[Collected data entries]
--- START ---

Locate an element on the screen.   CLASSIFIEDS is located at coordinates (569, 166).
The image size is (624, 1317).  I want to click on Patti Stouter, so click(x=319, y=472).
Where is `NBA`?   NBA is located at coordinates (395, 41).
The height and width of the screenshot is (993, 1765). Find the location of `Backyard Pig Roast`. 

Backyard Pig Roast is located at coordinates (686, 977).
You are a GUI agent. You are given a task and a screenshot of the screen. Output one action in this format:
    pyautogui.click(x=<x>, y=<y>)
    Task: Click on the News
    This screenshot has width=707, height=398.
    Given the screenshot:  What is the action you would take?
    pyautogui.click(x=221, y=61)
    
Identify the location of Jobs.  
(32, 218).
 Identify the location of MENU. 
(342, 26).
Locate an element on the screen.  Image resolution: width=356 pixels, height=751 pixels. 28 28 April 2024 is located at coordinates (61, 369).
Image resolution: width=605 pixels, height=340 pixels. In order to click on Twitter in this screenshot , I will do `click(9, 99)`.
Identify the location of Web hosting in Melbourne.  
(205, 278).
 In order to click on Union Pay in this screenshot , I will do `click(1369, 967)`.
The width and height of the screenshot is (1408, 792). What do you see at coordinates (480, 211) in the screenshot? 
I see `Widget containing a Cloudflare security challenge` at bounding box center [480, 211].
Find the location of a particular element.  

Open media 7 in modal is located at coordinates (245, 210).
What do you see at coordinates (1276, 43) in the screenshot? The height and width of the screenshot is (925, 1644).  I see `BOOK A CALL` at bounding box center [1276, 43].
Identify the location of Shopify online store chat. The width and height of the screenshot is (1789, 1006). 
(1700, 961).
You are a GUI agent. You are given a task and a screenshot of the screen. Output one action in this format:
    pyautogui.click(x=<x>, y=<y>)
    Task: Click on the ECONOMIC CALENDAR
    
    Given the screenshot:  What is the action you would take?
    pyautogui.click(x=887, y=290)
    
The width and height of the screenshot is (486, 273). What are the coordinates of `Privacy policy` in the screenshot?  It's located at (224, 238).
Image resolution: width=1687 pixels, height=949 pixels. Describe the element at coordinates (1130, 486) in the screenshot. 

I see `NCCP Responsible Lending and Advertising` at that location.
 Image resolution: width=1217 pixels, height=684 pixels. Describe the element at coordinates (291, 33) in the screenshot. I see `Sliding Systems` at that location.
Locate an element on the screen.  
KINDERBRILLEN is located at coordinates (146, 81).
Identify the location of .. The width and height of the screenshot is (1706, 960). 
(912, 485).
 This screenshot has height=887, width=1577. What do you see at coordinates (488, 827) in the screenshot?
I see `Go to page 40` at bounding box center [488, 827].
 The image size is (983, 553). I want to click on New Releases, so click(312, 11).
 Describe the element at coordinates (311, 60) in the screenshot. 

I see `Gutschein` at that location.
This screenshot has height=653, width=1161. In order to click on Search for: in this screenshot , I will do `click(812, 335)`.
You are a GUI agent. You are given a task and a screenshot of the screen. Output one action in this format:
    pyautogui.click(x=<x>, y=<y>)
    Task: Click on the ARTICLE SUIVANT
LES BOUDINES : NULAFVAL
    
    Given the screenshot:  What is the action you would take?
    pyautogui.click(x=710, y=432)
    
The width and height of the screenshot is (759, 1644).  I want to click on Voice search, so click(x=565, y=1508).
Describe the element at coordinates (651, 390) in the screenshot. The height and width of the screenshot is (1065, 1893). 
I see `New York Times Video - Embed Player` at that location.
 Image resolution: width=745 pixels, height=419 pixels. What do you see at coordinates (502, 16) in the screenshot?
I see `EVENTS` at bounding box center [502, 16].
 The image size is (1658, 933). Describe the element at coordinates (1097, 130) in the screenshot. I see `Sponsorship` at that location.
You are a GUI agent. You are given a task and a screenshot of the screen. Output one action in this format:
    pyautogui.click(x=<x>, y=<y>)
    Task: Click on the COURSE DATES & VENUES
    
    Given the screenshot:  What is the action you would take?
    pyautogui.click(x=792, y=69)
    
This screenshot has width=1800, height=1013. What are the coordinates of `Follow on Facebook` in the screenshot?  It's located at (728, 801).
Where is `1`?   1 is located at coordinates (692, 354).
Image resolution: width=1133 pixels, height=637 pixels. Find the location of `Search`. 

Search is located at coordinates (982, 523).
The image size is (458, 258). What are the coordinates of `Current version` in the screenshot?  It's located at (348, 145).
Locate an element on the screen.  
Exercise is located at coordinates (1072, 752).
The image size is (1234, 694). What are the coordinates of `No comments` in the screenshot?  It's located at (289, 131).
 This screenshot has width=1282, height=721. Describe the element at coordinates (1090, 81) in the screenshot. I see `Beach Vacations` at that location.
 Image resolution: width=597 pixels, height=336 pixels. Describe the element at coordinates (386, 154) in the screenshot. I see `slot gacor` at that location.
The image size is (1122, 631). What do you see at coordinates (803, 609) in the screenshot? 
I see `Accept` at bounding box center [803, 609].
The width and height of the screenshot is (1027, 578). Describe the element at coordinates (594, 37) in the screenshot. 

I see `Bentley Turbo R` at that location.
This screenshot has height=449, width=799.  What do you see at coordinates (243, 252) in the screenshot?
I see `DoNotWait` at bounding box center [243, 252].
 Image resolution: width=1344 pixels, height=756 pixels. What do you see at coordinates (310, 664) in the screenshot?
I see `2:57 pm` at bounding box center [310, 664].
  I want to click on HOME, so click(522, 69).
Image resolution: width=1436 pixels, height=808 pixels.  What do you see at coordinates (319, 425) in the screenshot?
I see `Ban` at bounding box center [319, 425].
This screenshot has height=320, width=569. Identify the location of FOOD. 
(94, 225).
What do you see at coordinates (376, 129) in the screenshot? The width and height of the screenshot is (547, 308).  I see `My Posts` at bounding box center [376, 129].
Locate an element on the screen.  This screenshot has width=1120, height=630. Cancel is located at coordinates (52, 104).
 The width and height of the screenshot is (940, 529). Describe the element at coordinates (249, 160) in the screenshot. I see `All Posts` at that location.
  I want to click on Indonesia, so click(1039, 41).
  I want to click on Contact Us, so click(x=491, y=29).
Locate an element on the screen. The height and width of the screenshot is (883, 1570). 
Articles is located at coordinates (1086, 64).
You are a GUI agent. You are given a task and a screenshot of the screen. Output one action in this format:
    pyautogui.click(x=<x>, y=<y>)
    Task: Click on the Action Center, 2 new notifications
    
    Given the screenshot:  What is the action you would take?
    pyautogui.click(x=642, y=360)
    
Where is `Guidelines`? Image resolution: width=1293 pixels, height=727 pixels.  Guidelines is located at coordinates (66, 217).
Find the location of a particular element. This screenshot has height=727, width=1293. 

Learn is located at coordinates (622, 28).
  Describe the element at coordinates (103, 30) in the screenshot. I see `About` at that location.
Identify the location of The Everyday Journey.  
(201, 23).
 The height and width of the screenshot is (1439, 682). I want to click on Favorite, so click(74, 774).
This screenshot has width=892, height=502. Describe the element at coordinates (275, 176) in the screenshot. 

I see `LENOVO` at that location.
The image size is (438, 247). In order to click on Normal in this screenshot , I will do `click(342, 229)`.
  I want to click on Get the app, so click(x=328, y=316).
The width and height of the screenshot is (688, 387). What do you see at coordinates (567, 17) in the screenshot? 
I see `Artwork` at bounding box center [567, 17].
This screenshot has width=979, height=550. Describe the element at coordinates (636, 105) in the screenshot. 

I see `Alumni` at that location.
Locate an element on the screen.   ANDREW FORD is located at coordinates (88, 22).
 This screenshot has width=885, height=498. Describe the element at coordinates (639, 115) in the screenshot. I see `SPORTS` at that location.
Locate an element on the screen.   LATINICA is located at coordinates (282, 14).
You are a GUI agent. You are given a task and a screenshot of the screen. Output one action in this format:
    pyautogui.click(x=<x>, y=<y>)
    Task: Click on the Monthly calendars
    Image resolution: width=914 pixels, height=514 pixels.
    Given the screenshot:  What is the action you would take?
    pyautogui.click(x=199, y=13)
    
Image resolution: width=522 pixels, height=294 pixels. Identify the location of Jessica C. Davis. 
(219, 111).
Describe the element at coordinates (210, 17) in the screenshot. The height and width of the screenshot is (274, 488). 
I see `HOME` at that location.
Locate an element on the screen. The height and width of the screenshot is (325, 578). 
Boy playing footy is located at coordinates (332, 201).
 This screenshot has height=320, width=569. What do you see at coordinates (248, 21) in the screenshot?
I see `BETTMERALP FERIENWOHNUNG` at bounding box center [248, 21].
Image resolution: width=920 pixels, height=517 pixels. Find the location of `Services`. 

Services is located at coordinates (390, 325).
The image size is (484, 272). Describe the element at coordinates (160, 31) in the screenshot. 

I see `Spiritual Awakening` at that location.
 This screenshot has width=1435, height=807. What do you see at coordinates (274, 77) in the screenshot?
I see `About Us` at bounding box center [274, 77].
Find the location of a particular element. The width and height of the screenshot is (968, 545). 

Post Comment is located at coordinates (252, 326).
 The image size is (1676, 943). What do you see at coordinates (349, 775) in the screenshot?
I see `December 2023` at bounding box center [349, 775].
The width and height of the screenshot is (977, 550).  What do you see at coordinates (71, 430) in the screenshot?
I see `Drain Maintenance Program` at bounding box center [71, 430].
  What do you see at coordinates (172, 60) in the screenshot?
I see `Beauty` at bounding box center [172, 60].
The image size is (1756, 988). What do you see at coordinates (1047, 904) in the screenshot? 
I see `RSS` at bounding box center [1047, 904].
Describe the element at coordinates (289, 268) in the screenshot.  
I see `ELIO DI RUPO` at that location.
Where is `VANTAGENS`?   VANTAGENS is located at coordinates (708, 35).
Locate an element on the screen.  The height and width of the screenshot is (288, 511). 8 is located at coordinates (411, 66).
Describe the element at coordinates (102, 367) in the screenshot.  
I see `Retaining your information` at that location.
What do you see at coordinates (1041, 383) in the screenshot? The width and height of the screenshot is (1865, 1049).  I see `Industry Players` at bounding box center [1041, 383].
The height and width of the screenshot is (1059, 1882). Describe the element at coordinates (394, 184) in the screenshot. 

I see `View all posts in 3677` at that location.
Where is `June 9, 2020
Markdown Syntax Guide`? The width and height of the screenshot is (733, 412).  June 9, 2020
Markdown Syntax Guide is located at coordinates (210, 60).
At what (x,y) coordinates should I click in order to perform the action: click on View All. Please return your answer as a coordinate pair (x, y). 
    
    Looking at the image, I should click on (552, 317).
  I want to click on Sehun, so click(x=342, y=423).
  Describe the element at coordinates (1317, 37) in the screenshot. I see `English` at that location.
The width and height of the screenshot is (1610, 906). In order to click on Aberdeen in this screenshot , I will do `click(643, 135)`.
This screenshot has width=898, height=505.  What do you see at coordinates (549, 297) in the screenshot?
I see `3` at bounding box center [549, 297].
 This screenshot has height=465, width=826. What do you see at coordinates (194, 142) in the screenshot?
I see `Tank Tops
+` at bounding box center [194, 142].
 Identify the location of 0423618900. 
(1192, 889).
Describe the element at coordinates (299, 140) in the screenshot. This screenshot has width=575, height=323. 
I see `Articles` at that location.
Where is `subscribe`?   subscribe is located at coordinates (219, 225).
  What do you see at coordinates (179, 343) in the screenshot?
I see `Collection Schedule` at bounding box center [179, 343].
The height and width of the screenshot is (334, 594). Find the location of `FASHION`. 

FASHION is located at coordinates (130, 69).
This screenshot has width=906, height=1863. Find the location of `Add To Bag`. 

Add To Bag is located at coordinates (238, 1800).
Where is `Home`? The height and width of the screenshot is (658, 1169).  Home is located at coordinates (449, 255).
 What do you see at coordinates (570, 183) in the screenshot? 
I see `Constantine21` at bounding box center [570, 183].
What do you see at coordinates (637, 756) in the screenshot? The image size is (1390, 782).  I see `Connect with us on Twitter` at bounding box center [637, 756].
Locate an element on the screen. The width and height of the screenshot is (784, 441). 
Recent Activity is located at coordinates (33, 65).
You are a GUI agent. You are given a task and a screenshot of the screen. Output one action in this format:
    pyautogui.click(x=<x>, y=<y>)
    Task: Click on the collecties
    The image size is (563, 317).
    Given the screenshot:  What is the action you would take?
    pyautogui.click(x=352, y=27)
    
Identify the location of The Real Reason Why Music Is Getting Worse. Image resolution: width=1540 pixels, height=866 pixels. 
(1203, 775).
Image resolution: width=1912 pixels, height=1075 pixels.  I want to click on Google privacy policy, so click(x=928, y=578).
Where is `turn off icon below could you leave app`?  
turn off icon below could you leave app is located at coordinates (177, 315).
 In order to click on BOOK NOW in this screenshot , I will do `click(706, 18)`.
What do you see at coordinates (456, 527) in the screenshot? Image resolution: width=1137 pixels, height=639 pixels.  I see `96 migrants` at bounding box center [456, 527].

--- END ---

__The task__
If a line in the records includes "policy", it counts toward the total; report that total by itself.

__Solution for this problem__
2